Halleck's New English Literature eBook

This eBook from the Gutenberg Project consists of approximately 629 pages of information about Halleck's New English Literature.

Halleck's New English Literature eBook

This eBook from the Gutenberg Project consists of approximately 629 pages of information about Halleck's New English Literature.

This age produced much prose criticism.  Coleridge remains one of England’s greatest critics, and Lamb and De Quincey are yet two of her most enjoyable ones.  Walter Savage Landor (1775-1864) and William Hazlitt (1778-1830) also deserve mention in the history of English prose criticism.  Both men were unusually combative.  Landor was sent away from Oxford “for criticizing a noisy party with a shot gun,” which he discharged against the closed shutters of the room where the roisterers were holding their festivities.  He went to Italy, where most of his literary work was done.  He avoided people, and even boasted that he took more pleasure with his own thoughts than with those of others.  For companionship, he imagined himself conversing with other people.  The titles of his best two works are Imaginary Conversations (1824-1848) and Pericles and Aspasia (1836), the latter a series of imaginary letters.  His writings are notable for their style, for an unusual combination of dignity with simplicity and directness.  A statement like the following shows how vigorous and sweeping his criticisms sometimes are:  “A rib of Shakespeare would have made a Milton; the same portion of Milton, all poets born ever since.”  In spite of many splendid passages and of a style that suggests sculpture in marble, twentieth-century readers often feel that he is under full sail, either bound for nowhere, or voyaging to some port where they do not care to land.

Hazlitt is less polished, but more suggestive, and in closer touch with life than Landor.  In seizing the important qualities of an author’s works and summarizing them in brief space, Hazlitt shows the skill of a trained journalist.  His three volumes, Characters of Shakespeare’s Plays (1817), Lectures on the English Poets (1818), and Lectures on the English Comic Writers (1819) contain criticism that remains stimulating and suggestive.  He loves to arrive somewhere, to settle his points definitely.  His discussion of the frequently debated question,—­whether Pope is a poet, shows this characteristic:—­

“The question,—­whether Pope was a poet, has hardly yet been settled, and is hardly worth settling; for if he was not a great poet, he must have been a great prose writer, that is, he was a great writer of some sort.”

His two volumes of essays, The Round Table (1817) and Table Talk (1821-1822), caused him to be called a “lesser Dr. Samuel Johnson.”

While the combative dispositions of Landor and Hazlitt did not make them ideal critics of their contemporaries, the taste of the age liked criticism of the slashing type.  The newly established periodicals and reviews, such as The Edinburgh Review (started in 1802), furnished a new market for critical essays.  Francis Jeffrey (1773-1850), editor of The Edinburgh Review, accused Wordsworth of “silliness” in his Lyrical Ballads; and said vehemently of a later

Copyrights
Project Gutenberg
Halleck's New English Literature from Project Gutenberg. Public domain.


> [What the task asks]
Search the listing below for the word "Year" and copy each line that holds it.

> [Data extracts]

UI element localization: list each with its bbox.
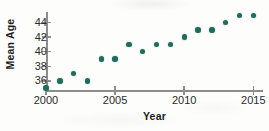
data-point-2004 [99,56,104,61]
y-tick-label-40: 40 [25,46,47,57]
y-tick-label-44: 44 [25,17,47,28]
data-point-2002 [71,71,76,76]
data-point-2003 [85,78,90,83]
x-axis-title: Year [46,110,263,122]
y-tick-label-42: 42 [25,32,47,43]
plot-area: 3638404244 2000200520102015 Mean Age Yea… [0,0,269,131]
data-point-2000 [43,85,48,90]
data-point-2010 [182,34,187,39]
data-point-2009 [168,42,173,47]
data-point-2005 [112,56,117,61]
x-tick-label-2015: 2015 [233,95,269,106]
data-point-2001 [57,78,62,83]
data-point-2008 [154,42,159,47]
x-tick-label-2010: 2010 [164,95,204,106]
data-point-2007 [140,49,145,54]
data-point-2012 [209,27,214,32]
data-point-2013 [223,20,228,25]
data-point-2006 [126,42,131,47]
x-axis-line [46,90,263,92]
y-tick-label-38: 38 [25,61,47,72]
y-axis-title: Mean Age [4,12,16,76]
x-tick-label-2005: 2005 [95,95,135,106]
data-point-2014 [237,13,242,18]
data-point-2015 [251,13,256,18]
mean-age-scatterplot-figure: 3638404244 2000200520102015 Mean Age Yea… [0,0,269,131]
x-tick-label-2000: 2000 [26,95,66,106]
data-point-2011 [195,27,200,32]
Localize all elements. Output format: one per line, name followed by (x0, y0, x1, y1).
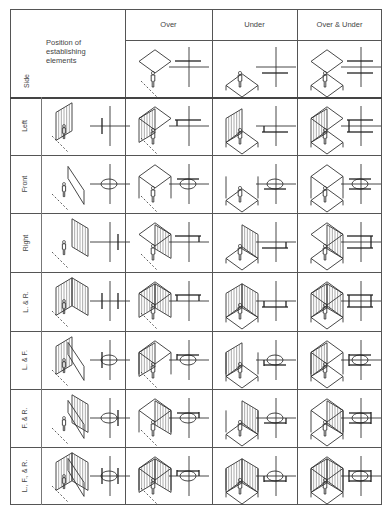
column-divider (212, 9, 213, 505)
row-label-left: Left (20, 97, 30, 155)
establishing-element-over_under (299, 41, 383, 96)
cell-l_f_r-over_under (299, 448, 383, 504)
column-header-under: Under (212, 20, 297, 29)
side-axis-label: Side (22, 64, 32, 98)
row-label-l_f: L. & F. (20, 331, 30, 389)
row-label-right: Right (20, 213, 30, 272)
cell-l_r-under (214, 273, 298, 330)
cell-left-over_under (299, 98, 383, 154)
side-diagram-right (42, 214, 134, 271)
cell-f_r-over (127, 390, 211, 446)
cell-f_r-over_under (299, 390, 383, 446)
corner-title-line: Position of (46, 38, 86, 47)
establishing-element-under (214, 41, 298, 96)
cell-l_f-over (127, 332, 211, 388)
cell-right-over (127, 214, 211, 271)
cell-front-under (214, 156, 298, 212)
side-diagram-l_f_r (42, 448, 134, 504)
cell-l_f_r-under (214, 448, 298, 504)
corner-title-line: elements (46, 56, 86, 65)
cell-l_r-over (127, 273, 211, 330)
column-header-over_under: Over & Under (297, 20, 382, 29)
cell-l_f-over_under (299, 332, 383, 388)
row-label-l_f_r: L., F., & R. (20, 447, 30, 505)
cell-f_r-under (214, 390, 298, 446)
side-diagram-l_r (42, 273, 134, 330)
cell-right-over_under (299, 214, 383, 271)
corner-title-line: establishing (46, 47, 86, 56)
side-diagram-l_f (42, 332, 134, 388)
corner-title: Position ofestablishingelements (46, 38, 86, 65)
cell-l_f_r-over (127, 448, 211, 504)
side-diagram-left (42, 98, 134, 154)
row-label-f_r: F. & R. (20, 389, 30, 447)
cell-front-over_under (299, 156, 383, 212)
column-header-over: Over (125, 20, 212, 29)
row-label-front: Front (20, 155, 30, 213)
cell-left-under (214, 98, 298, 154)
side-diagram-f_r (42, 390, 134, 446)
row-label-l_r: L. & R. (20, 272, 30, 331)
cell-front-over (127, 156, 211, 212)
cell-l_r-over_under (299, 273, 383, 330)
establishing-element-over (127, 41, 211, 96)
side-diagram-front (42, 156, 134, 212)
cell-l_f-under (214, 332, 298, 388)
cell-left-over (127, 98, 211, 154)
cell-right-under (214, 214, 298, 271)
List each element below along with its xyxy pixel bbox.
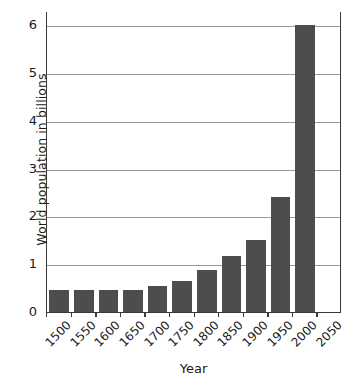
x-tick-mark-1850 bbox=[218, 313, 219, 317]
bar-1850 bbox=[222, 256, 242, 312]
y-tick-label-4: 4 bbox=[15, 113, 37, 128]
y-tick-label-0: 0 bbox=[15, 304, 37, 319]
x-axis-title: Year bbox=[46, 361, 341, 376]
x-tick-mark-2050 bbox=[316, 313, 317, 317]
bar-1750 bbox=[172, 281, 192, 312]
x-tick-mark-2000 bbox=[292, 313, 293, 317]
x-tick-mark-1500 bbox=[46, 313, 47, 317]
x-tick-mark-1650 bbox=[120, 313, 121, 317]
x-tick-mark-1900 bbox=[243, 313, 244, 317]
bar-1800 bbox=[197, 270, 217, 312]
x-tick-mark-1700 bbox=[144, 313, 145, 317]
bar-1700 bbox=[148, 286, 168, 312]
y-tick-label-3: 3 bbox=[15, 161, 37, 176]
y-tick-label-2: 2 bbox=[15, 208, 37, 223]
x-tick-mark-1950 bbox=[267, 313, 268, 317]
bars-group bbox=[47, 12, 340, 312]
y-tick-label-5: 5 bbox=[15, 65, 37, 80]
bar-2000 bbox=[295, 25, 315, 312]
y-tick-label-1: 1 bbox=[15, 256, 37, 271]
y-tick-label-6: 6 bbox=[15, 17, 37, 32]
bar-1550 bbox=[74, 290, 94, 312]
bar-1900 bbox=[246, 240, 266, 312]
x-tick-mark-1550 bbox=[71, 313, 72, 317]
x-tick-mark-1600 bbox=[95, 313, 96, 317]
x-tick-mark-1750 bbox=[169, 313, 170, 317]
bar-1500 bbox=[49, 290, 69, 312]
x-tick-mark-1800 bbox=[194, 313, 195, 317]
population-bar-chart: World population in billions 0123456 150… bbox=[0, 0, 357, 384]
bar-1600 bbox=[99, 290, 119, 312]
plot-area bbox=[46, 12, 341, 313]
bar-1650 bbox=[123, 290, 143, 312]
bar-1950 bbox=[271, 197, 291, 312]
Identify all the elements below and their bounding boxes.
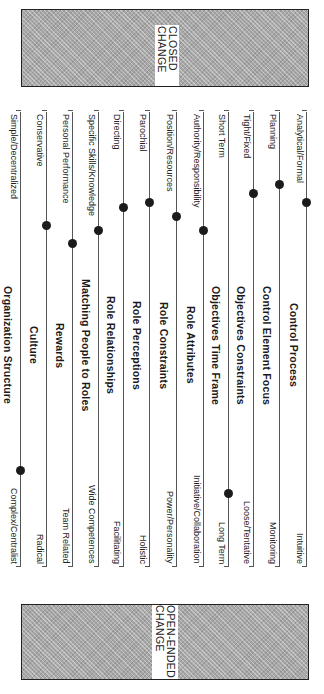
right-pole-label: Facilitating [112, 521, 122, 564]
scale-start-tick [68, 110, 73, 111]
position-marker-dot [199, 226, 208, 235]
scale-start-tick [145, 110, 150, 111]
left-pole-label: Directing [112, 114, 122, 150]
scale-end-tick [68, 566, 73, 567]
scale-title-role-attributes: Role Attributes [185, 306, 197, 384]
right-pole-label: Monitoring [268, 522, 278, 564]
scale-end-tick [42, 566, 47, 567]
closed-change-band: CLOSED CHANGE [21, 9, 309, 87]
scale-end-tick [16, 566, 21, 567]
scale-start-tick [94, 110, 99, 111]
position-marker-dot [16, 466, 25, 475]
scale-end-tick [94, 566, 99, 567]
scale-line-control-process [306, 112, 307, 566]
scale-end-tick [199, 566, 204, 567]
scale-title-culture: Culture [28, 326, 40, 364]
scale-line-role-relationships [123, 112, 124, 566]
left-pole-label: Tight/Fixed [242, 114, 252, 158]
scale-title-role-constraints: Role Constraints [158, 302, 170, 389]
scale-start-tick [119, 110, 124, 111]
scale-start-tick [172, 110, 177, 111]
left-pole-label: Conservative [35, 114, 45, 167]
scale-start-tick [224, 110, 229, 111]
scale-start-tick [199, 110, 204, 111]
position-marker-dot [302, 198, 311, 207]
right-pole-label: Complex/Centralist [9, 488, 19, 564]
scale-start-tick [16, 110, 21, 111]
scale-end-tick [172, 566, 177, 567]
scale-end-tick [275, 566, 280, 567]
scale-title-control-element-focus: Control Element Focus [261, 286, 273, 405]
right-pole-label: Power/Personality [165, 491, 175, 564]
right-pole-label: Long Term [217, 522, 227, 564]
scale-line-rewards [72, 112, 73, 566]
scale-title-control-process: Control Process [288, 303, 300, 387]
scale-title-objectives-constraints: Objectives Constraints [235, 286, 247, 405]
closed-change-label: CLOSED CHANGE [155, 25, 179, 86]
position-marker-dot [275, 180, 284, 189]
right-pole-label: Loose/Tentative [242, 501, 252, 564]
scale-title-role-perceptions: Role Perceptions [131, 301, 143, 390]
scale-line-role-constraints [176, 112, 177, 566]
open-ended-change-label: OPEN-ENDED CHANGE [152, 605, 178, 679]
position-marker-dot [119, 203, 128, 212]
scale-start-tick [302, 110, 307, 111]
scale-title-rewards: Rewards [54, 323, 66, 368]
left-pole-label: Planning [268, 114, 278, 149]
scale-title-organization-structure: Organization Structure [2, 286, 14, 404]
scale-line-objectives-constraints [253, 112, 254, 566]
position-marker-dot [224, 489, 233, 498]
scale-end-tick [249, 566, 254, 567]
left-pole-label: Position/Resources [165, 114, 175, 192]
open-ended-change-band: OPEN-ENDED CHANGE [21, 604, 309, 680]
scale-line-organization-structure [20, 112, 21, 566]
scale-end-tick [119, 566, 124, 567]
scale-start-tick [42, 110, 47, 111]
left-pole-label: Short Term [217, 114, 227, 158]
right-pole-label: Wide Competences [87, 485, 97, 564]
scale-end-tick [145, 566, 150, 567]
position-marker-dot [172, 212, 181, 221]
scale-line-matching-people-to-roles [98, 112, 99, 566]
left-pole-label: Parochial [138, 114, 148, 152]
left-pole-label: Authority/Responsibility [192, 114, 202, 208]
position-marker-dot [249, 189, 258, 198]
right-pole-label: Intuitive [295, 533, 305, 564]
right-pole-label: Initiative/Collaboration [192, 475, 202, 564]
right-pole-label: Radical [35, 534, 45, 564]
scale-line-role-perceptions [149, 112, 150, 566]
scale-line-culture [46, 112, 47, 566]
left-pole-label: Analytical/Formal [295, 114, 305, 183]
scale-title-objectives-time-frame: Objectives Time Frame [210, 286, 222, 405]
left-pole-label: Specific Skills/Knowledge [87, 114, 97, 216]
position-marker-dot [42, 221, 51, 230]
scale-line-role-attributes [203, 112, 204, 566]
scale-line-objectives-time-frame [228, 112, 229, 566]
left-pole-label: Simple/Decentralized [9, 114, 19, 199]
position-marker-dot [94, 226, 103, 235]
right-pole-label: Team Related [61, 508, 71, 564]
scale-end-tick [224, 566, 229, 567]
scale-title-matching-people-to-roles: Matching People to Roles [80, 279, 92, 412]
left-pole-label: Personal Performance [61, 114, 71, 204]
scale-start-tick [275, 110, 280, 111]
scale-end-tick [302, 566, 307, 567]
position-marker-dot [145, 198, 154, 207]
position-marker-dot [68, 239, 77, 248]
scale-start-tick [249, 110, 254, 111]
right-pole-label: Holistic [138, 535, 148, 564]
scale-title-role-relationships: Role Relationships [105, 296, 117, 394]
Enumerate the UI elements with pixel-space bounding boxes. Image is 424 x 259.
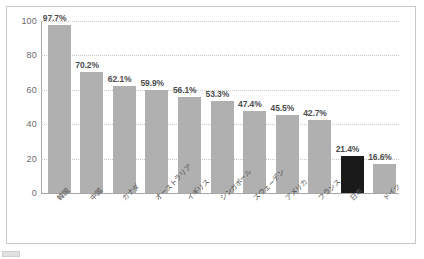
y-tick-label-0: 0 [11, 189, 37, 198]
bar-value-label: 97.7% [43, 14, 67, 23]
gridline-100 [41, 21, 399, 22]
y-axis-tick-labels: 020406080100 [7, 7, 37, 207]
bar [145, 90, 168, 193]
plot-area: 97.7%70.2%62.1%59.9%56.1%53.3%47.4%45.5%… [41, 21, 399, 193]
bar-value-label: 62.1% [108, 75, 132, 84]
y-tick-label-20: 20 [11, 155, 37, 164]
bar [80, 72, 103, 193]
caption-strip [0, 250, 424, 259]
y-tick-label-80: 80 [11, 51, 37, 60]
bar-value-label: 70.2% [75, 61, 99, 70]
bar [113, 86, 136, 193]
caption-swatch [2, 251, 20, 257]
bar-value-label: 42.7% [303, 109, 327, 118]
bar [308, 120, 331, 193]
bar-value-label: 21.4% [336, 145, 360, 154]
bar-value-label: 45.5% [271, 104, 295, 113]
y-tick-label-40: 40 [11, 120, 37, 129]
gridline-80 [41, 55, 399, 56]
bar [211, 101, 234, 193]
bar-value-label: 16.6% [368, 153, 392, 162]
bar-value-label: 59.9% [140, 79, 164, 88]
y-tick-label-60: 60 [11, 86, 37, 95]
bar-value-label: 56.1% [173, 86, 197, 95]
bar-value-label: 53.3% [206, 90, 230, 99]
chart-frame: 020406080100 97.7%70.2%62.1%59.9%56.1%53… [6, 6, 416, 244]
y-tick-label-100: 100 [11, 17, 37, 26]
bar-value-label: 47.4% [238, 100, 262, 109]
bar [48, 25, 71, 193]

> [Response]
x-axis-title: Year [46,110,263,122]
x-axis-title: Year bbox=[46, 361, 341, 376]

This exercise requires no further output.